Open Rounds

Enlightenment is about
The rounds are open in the Tavern
Tankards and happy men
Merry women skirt about serious business.
He’s back with a smile on his face
Blonde haired and lippy
Eyes like a pill head in a 007 sequel
The Black Man
The Caravan
The plans for another SUMMER HOLIDAY

Lets do lunch next year in Paris
I’ll buy the coffee while you wet your old age panties
Maybe our children can swap notes
And plagiarise the generation of artistic meet up groups
But he’s back again and wants to share the drugs.

He who talks dares last
The Christian is owed some money from the past
The lighten is darkened
The Atman is heartened
The Indian is outdated by the Indie grunge ratings.

#Nirvanaisbackagain
Thanks for access to the mainframe
But when I’m a Jew I’m history to the hostile Dr in your time with religious experiences
Why do you need to stand outside the law?

AI Summary

Your poem opens in a tavern where “Enlightenment” is less a spiritual state than a chaotic social scene — tankards, flirtation, drugs, nostalgia, and the return of a figure who unsettles everything. It spirals through identity, race, religion, espionage‑style imagery, and generational disillusionment, showing how the self fractures under the weight of cultural expectation and personal history. Beneath the satire and the sharp edges is a speaker asking why someone insists on standing “outside the law,” outside belonging, outside shared meaning. The poem ends in a question that feels like an accusation and a lament at once — a demand for accountability in a world where identities collide and nothing stays stable.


Work instruction: Check every line below for the word "pixel" and copy the ones that have it.

Material to process:

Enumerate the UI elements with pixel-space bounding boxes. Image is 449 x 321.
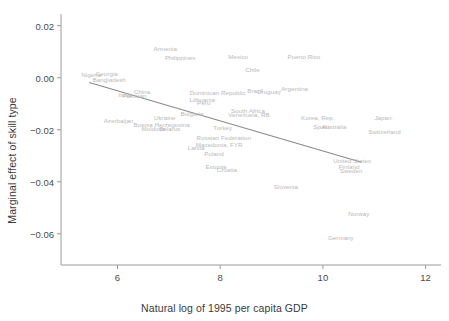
data-point-label: Croatia <box>217 166 237 173</box>
data-point-label: Japan <box>374 114 391 121</box>
data-point-label: Turkey <box>213 124 232 131</box>
data-point-label: Chile <box>245 65 259 72</box>
data-point-label: Belarus <box>159 124 180 131</box>
x-tick-label: 10 <box>318 272 329 283</box>
data-point-label: Germany <box>328 233 354 240</box>
data-point-label: Puerto Rico <box>287 52 320 59</box>
scatter-chart: ArmeniaPhilippinesMexicoPuerto RicoChile… <box>0 0 449 321</box>
data-point-label: Peru <box>197 99 210 106</box>
x-tick-label: 6 <box>115 272 120 283</box>
data-point-label: Uruguay <box>257 88 281 95</box>
x-axis-title: Natural log of 1995 per capita GDP <box>0 302 449 314</box>
data-point-label: Bangladesh <box>93 75 126 82</box>
data-point-label: Argentina <box>281 84 308 91</box>
data-point-label: Pakistan <box>122 91 146 98</box>
data-point-label: Australia <box>322 123 347 130</box>
data-point-label: Korea, Rep. <box>301 114 335 121</box>
data-point-label: Sweden <box>340 167 363 174</box>
data-point-label: Dominican Republic <box>190 88 246 95</box>
data-point-label: Azerbaijan <box>104 116 134 123</box>
data-point-label: Armenia <box>154 45 177 52</box>
plot-area <box>0 0 449 321</box>
data-point-label: Mexico <box>228 52 248 59</box>
data-point-label: Latvia <box>188 144 205 151</box>
data-point-label: Slovenia <box>274 183 298 190</box>
axes <box>57 14 441 269</box>
data-point-label: Norway <box>348 209 369 216</box>
x-tick-label: 12 <box>420 272 431 283</box>
data-point-label: Switzerland <box>368 127 401 134</box>
data-point-label: Philippines <box>165 54 195 61</box>
data-point-label: Venezuela, RB <box>228 111 270 118</box>
data-point-label: Bulgaria <box>180 110 203 117</box>
y-axis-title: Marginal effect of skill type <box>4 0 20 321</box>
x-tick-label: 8 <box>218 272 223 283</box>
data-point-label: Poland <box>204 149 224 156</box>
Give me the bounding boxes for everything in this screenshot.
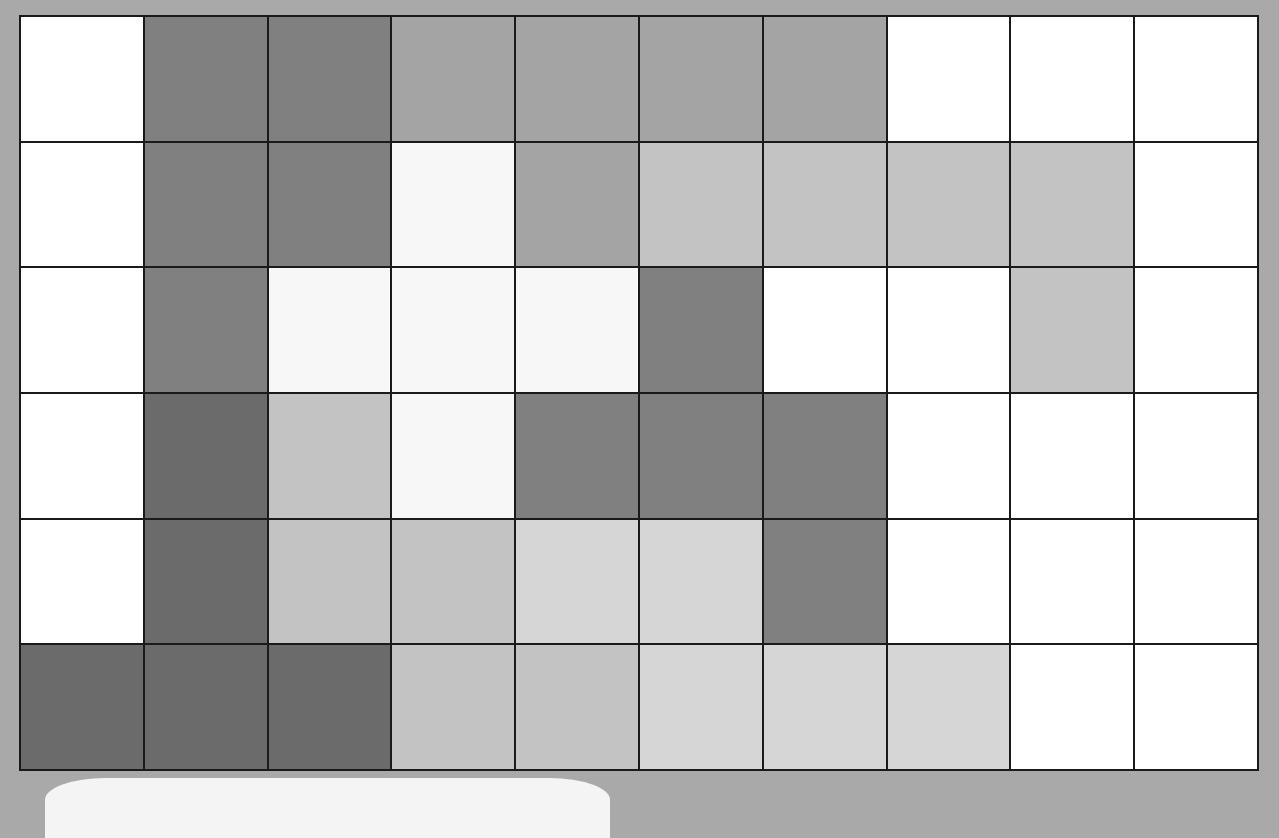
grid-cell[interactable]: [764, 268, 886, 392]
grid-cell[interactable]: [516, 520, 638, 644]
grid-cell[interactable]: [516, 645, 638, 769]
grid-cell[interactable]: [764, 17, 886, 141]
grid-cell[interactable]: [516, 143, 638, 267]
grid-cell[interactable]: [640, 143, 762, 267]
grid-cell[interactable]: [764, 520, 886, 644]
grid-cell[interactable]: [269, 143, 391, 267]
grid-cell[interactable]: [764, 143, 886, 267]
grid-cell[interactable]: [764, 645, 886, 769]
grid-cell[interactable]: [1011, 268, 1133, 392]
grid-cell[interactable]: [1135, 645, 1257, 769]
grid-cell[interactable]: [392, 520, 514, 644]
grid-cell[interactable]: [1135, 17, 1257, 141]
grid-cell[interactable]: [21, 394, 143, 518]
grid-cell[interactable]: [640, 645, 762, 769]
grid-cell[interactable]: [1135, 394, 1257, 518]
grid-cell[interactable]: [269, 520, 391, 644]
grid-cell[interactable]: [269, 394, 391, 518]
grid-cell[interactable]: [640, 17, 762, 141]
grid-cell[interactable]: [21, 520, 143, 644]
grid-cell[interactable]: [392, 17, 514, 141]
grid-cell[interactable]: [640, 520, 762, 644]
grid-cell[interactable]: [21, 645, 143, 769]
grid-cell[interactable]: [21, 143, 143, 267]
grid-cell[interactable]: [1011, 520, 1133, 644]
grid-cell[interactable]: [21, 268, 143, 392]
grid-cell[interactable]: [145, 143, 267, 267]
grid-cell[interactable]: [516, 394, 638, 518]
grid-cell[interactable]: [269, 645, 391, 769]
grid-cell[interactable]: [1011, 17, 1133, 141]
grid-cell[interactable]: [392, 645, 514, 769]
grid-cell[interactable]: [145, 17, 267, 141]
grid-cell[interactable]: [640, 394, 762, 518]
grid-cell[interactable]: [1011, 645, 1133, 769]
grid-cell[interactable]: [145, 268, 267, 392]
grid-cell[interactable]: [145, 394, 267, 518]
grid-cell[interactable]: [1011, 394, 1133, 518]
grid-cell[interactable]: [888, 394, 1010, 518]
bottom-panel: [45, 778, 610, 838]
grid-cell[interactable]: [269, 17, 391, 141]
grid-cell[interactable]: [392, 268, 514, 392]
grid-cell[interactable]: [392, 394, 514, 518]
grid-cell[interactable]: [145, 520, 267, 644]
grid-cell[interactable]: [269, 268, 391, 392]
grid-cell[interactable]: [21, 17, 143, 141]
grid-cell[interactable]: [1011, 143, 1133, 267]
grid-cell[interactable]: [640, 268, 762, 392]
grid-cell[interactable]: [888, 268, 1010, 392]
grid-cell[interactable]: [392, 143, 514, 267]
grid-cell[interactable]: [1135, 268, 1257, 392]
grid-cell[interactable]: [516, 17, 638, 141]
grid-cell[interactable]: [888, 520, 1010, 644]
grid-cell[interactable]: [888, 17, 1010, 141]
game-board: [19, 15, 1259, 771]
grid-cell[interactable]: [888, 645, 1010, 769]
grid-cell[interactable]: [145, 645, 267, 769]
grid-cell[interactable]: [764, 394, 886, 518]
grid-cell[interactable]: [1135, 520, 1257, 644]
grid-cell[interactable]: [516, 268, 638, 392]
grid-cell[interactable]: [888, 143, 1010, 267]
grid-cell[interactable]: [1135, 143, 1257, 267]
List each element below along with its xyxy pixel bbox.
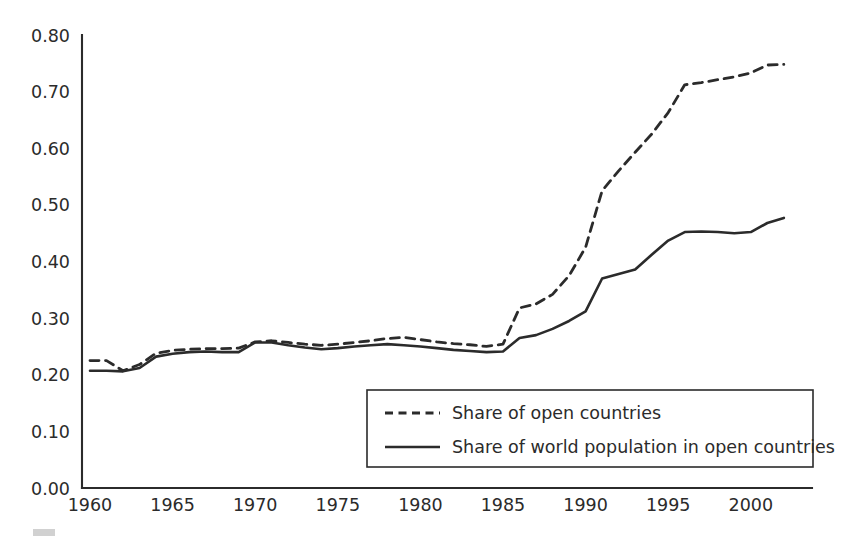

Written response:
Enumerate the UI elements with pixel-space bounding boxes. Image is 449 x 321.
List each element below along with its xyxy pixel bbox.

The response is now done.